All his light, happy feelings vanished, like steam on a frigid winter night. His father had seemed larger than life when he was a child, so intent on ruling the kingdom that he didn’t have much time for his son. Then, as he grew older, his father seemed more intent on molding Ben into a model prince than bonding with him as the person he was. Ben knew that by that point, he’d also withdrawn from his father, but either way, there was a gap that wasn’t easy to bridge—and that was before he’d discovered this recent deception.

“What do you want to know?” Ben asked carefully.

She grabbed another legal pad and propped it on her lap. “Let’s start with basics,” she said, poising the pen. “Just... what’s he like? What kind of person is he?”

“He’s a liar,” Ben said, each syllable taut. “Obviously.”

She just stared at him, patient. Expectant.

He huffed, running his fingers through his hair, even though he knew it would make his curls rumple wildly—hardly a royal, dignified look. Then he sighed.

“Honestly... my father and I aren’t that close,” he admitted. “I’ve always been closer to my mother. If you asked me about her, I could tell you that she likes cross-stitching and that she throws these benefit events for her favorite charities. She makes up her own curses, too, like ‘filbert’ and ‘sugar bowl.’”

Jane snickered.

His shoulders went tight. “My father has always been there, for birthdays and my graduation and such. But we’re very different people. I’ve been in training to be the royal heir, but other than actual talk about the kingdom and my role in taking care of it, we really haven’t... I don’t know. Connected.”

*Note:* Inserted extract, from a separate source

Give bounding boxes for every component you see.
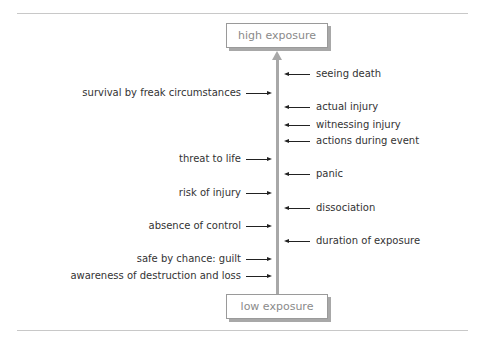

Jane nodded. She looked sympathetic. It rubbed him raw, and he shifted on the bed, putting his notebook down.

“The thing is, I didn’t realize until he had his stroke just how tenuous our relationship was,” he found himself admitting. “I may not be close to him, but I didn’t want him to die without feeling more than just a sense of distant obligation. He is my father, and I love him. I just didn’t know how to get that across.”

Without warning, she took his hand in hers, giving it a reassuring squeeze. “Parents are hard,” she said quietly. And he abruptly remembered her own issues with her mother... and her father.

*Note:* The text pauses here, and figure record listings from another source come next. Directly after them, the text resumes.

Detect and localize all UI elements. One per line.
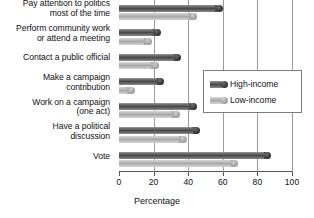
category-label: Have a political discussion: [53, 122, 110, 141]
gridline-40: [188, 0, 189, 172]
bar-end-cap-icon: [145, 38, 152, 45]
category-label: Vote: [93, 152, 110, 162]
x-tick-label-40: 40: [183, 177, 193, 187]
x-tick-100: [292, 172, 293, 176]
category-label: Work on a campaign (one act): [32, 98, 110, 117]
x-tick-label-0: 0: [117, 177, 122, 187]
legend-label-high-income: High-income: [230, 79, 278, 89]
bar-end-cap-icon: [216, 5, 223, 12]
bar-low-income: [119, 62, 155, 69]
x-tick-label-60: 60: [218, 177, 228, 187]
bar-end-cap-icon: [152, 62, 159, 69]
bar-end-cap-icon: [190, 103, 197, 110]
category-label: Perform community work or attend a meeti…: [16, 24, 110, 43]
x-tick-20: [154, 172, 155, 176]
category-label: Pay attention to politics most of the ti…: [23, 0, 110, 19]
bar-end-cap-icon: [180, 136, 187, 143]
bar-low-income: [119, 160, 235, 167]
legend-item-low-income: Low-income: [210, 92, 295, 108]
bar-high-income: [119, 29, 157, 36]
bar-high-income: [119, 152, 268, 159]
x-axis: 020406080100: [119, 172, 293, 192]
x-tick-label-80: 80: [253, 177, 263, 187]
bar-end-cap-icon: [173, 111, 180, 118]
bar-end-cap-icon: [154, 29, 161, 36]
x-axis-title: Percentage: [0, 196, 314, 206]
legend-swatch-high-income-icon: [210, 81, 224, 88]
x-tick-label-100: 100: [285, 177, 299, 187]
bar-low-income: [119, 111, 176, 118]
bar-high-income: [119, 103, 193, 110]
bar-end-cap-icon: [174, 54, 181, 61]
bar-low-income: [119, 136, 183, 143]
bar-high-income: [119, 54, 178, 61]
bar-end-cap-icon: [264, 152, 271, 159]
x-tick-80: [257, 172, 258, 176]
x-tick-40: [188, 172, 189, 176]
bar-end-cap-icon: [193, 127, 200, 134]
legend-item-high-income: High-income: [210, 76, 295, 92]
bar-end-cap-icon: [231, 160, 238, 167]
category-axis-labels: Pay attention to politics most of the ti…: [0, 0, 113, 172]
x-tick-60: [223, 172, 224, 176]
x-tick-label-20: 20: [149, 177, 159, 187]
bar-chart: Pay attention to politics most of the ti…: [0, 0, 314, 218]
bar-end-cap-icon: [190, 13, 197, 20]
bar-end-cap-icon: [128, 87, 135, 94]
bar-high-income: [119, 127, 197, 134]
legend-swatch-low-income-icon: [210, 97, 224, 104]
bar-low-income: [119, 13, 193, 20]
bar-low-income: [119, 38, 148, 45]
bar-high-income: [119, 78, 161, 85]
category-label: Make a campaign contribution: [43, 73, 110, 92]
gridline-20: [154, 0, 155, 172]
bar-low-income: [119, 87, 131, 94]
category-label: Contact a public official: [23, 53, 110, 63]
legend-label-low-income: Low-income: [230, 95, 276, 105]
legend: High-income Low-income: [203, 70, 302, 113]
bar-end-cap-icon: [157, 78, 164, 85]
x-tick-0: [119, 172, 120, 176]
bar-high-income: [119, 5, 219, 12]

“Did you forgive him?” he asked her quietly. “Your father.”

“For keeping that secret?” She bit her lip, and he was momentarily distracted into wishing he could bite it for her. “Well... yes. Sort of? It was hard. I feel like, in trying to protect me, he just hurt me more. And I kind of feel like it wasn’t me he was trying to protect, really—it was himself. He couldn’t deal with the truth, or my reaction to it, so he just lied and shut me down.”

“You understand,” Ben said.

She was still holding his hand. “I get it,” she agreed.

He looked down where their hands were clasped and almost instinctively wanted to brush a kiss across her knuckles—maybe in gratitude for her understanding. Instead, he released her. “My father’s keen on justice,” he said. “And he believes in change, and he made a lot of policy shifts once he ascended the throne. Mother said that he’s always been very passionate about the things he cares about, even when he was a child. She said it’s one thing that I’ve always seemed to take after him in.”

“He’s a hard-line traditionalist, keen on justice,” she jotted down. “Passionate idealist. Got it. Now let’s see who might be a good match for that.”